We brought the bowl to a shed where the proprietor sat behind a desk. Next to him was a lamp fashioned from the stiff, shiny, poorly preserved bodies of three juvenile alligators, one of which had a lightbulb screwed down its throat and an electrical cord coming out its rear. Business cards were propped on the fixed, spindly arms of another. In the open jaws of the third, a small, naked doll was wedged.
I like to have fun, the proprietor said.
Towards the end of the day we turned off the road onto a long, rutted lane. We bumped along, then came to a clearing where a man sat smoking in a folding chair in front of a tidy white house. He lifted his beer in greeting when we got out.
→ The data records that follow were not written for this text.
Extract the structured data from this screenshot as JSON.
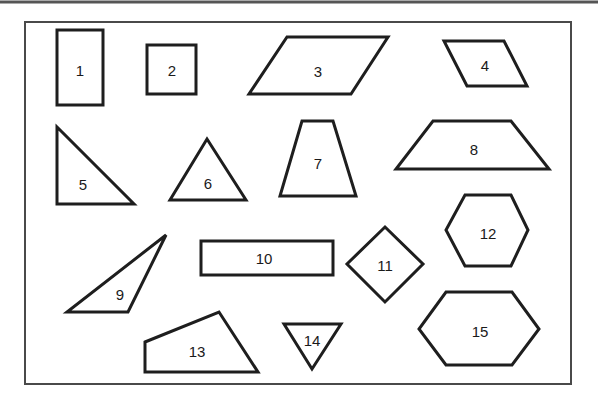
{
  "diagram": {
    "colors": {
      "stroke": "#1e1e1e",
      "frame": "#4a4a4a",
      "top_rule": "#555555",
      "background": "#ffffff"
    },
    "shapes": [
      {
        "id": "1",
        "label": "1",
        "kind": "rectangle",
        "points": "57,30 103,30 103,105 57,105",
        "label_pos": [
          80,
          70
        ]
      },
      {
        "id": "2",
        "label": "2",
        "kind": "square",
        "points": "147,45 196,45 196,94 147,94",
        "label_pos": [
          172,
          70
        ]
      },
      {
        "id": "3",
        "label": "3",
        "kind": "parallelogram",
        "points": "287,37 388,37 351,94 249,94",
        "label_pos": [
          318,
          71
        ]
      },
      {
        "id": "4",
        "label": "4",
        "kind": "parallelogram",
        "points": "444,41 504,41 527,86 467,86",
        "label_pos": [
          485,
          65
        ]
      },
      {
        "id": "5",
        "label": "5",
        "kind": "right-triangle",
        "points": "57,127 134,204 57,204",
        "label_pos": [
          83,
          184
        ]
      },
      {
        "id": "6",
        "label": "6",
        "kind": "triangle",
        "points": "207,139 246,200 170,200",
        "label_pos": [
          208,
          183
        ]
      },
      {
        "id": "7",
        "label": "7",
        "kind": "trapezoid",
        "points": "302,121 333,121 356,196 280,196",
        "label_pos": [
          318,
          163
        ]
      },
      {
        "id": "8",
        "label": "8",
        "kind": "trapezoid",
        "points": "433,121 511,121 549,169 396,169",
        "label_pos": [
          474,
          149
        ]
      },
      {
        "id": "9",
        "label": "9",
        "kind": "obtuse-triangle",
        "points": "166,235 128,312 67,312",
        "label_pos": [
          120,
          294
        ]
      },
      {
        "id": "10",
        "label": "10",
        "kind": "rectangle",
        "points": "201,241 333,241 333,275 201,275",
        "label_pos": [
          264,
          258
        ]
      },
      {
        "id": "11",
        "label": "11",
        "kind": "rhombus",
        "points": "385,227 423,264 385,302 347,264",
        "label_pos": [
          385,
          265
        ]
      },
      {
        "id": "12",
        "label": "12",
        "kind": "hexagon",
        "points": "465,195 511,195 528,230 511,266 465,266 446,230",
        "label_pos": [
          488,
          233
        ]
      },
      {
        "id": "13",
        "label": "13",
        "kind": "quadrilateral",
        "points": "145,342 219,312 258,372 145,372",
        "label_pos": [
          197,
          351
        ]
      },
      {
        "id": "14",
        "label": "14",
        "kind": "inverted-triangle",
        "points": "284,324 341,324 312,369",
        "label_pos": [
          312,
          340
        ]
      },
      {
        "id": "15",
        "label": "15",
        "kind": "hexagon",
        "points": "446,292 512,292 539,329 512,365 446,365 419,329",
        "label_pos": [
          480,
          331
        ]
      }
    ]
  }
}
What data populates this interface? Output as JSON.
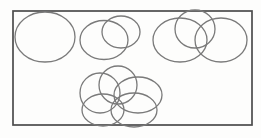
{
  "figure": {
    "canvas": {
      "width": 261,
      "height": 138,
      "background": "#fdfdfc"
    },
    "frame": {
      "x": 13,
      "y": 11,
      "width": 239,
      "height": 114,
      "stroke": "#4c4c4c",
      "stroke_width": 1.7,
      "fill": "none"
    },
    "ellipse_style": {
      "stroke": "#7a7a7a",
      "stroke_width": 1.3,
      "fill": "none"
    },
    "groups": [
      {
        "name": "single-ellipse-top-left",
        "ellipses": [
          {
            "cx": 45,
            "cy": 37,
            "rx": 30,
            "ry": 25
          }
        ]
      },
      {
        "name": "two-overlapping-top-middle",
        "ellipses": [
          {
            "cx": 104,
            "cy": 40,
            "rx": 24,
            "ry": 19.5
          },
          {
            "cx": 121,
            "cy": 32,
            "rx": 19,
            "ry": 16
          }
        ]
      },
      {
        "name": "three-overlapping-top-right",
        "ellipses": [
          {
            "cx": 180,
            "cy": 40,
            "rx": 27,
            "ry": 22
          },
          {
            "cx": 195,
            "cy": 29,
            "rx": 20,
            "ry": 19
          },
          {
            "cx": 221,
            "cy": 40,
            "rx": 26,
            "ry": 22
          }
        ]
      },
      {
        "name": "five-ring-cluster-bottom-center",
        "ellipses": [
          {
            "cx": 100,
            "cy": 93,
            "rx": 20,
            "ry": 20
          },
          {
            "cx": 118,
            "cy": 85,
            "rx": 19,
            "ry": 19
          },
          {
            "cx": 138,
            "cy": 95,
            "rx": 24,
            "ry": 18
          },
          {
            "cx": 134,
            "cy": 110,
            "rx": 23,
            "ry": 17
          },
          {
            "cx": 103,
            "cy": 110,
            "rx": 21,
            "ry": 16
          }
        ]
      }
    ]
  }
}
Hey, it’s Adam and Eve, the man said.
Huh? my husband said. The man looked away. He drank his beer.
On a blanket on the ground near the man was a pie crimper, a dough scraper, several pitters and stoners, a couple of corers, a slicer. Too, there were some peelers and mashers and muddlers, a nut cracker, a pot nipper, a citrus reamer. We knelt and touched them.
Adam and Eve, the man said. He jerked his thumb towards the dark forest behind his house. You don’t have to tell me, he said.
Tell you what? said my husband.
I used to be young too, the man said. I know all about it, he said. He winked at my husband, then looked at me.
How much for the melon baller? I said.
Dollar, the man said. He took a long gulp from his can. I handed him the bill, which he crammed into his pocket.
Out in the woods, he said. In the grass. Natural, the man said, nodding. How God intended, he said.
On the way back to our rental, we wondered whether the melon baller man had murdered his wife. We passed several gruesome homemade signs pasted with pictures of aborted foetuses. It suddenly seemed clear we’d stumbled into a bible belt – a region of Jesus believers.
Jesus’s belt, we joked.
If Jesus had worn a belt, it would’ve been a rope.
A rope and a robe.
Roped and robed, we laughed – it sounded like sexual violence.
When we pulled up to the cabin, the thin mesh door wobbled uneasily in the breeze – we’d forgotten to lock it. Inside was a strong odour of garbage, the source of which, it turned out, was the small, ripe cantaloupe we’d left on the kitchen counter. I held it under the tap, where it felt heavy, tender, like rinsing a human head. I rubbed it dry, split it open, and scooped out the soupy seeds. With my new instrument, I popped out ball after ball and piled them neatly in a bowl.
I don’t like melon, my husband said after he’d swallowed some. But he ate more and I ate more, and then the bowl was empty. We sat listening to insects and birds. In another room, a clock was ticking.
We must’ve fallen asleep – how else to explain the thick sounds like quick footfalls on the grass outside? A grand wind gusted up and began to bully the trees. It slapped the sides of the house and rattled the old unfixed panes of glass. The mesh door trembled on its latch.
I called – Who’s there?
No one answered, but later, naked, in bed, we heard it again. This time it came right up to the window and waited, looking in. It wanted to know why we hid beneath the sheets. It wanted to know who’d told us we were naked, anyway?
Kathryn Scanlan is the author of Aug 9—Fog. Her story collection, The Dominant Animal, was published in April 2020 from Daunt Books in the UK and Farrar, Straus & Giroux in the US. Her work has been published in NOON, Granta, and The Paris Review. She lives in Los Angeles.
August, 2020
On sexual pessimism in two essays, two stories and four poems. Featuring illustrations by John Slade/HYT Studio. The print edition includes contributions by Stoya, Sasha Bonét, Sam Riviere, Lara Mimosa Montes and Wayne Koestenbaum.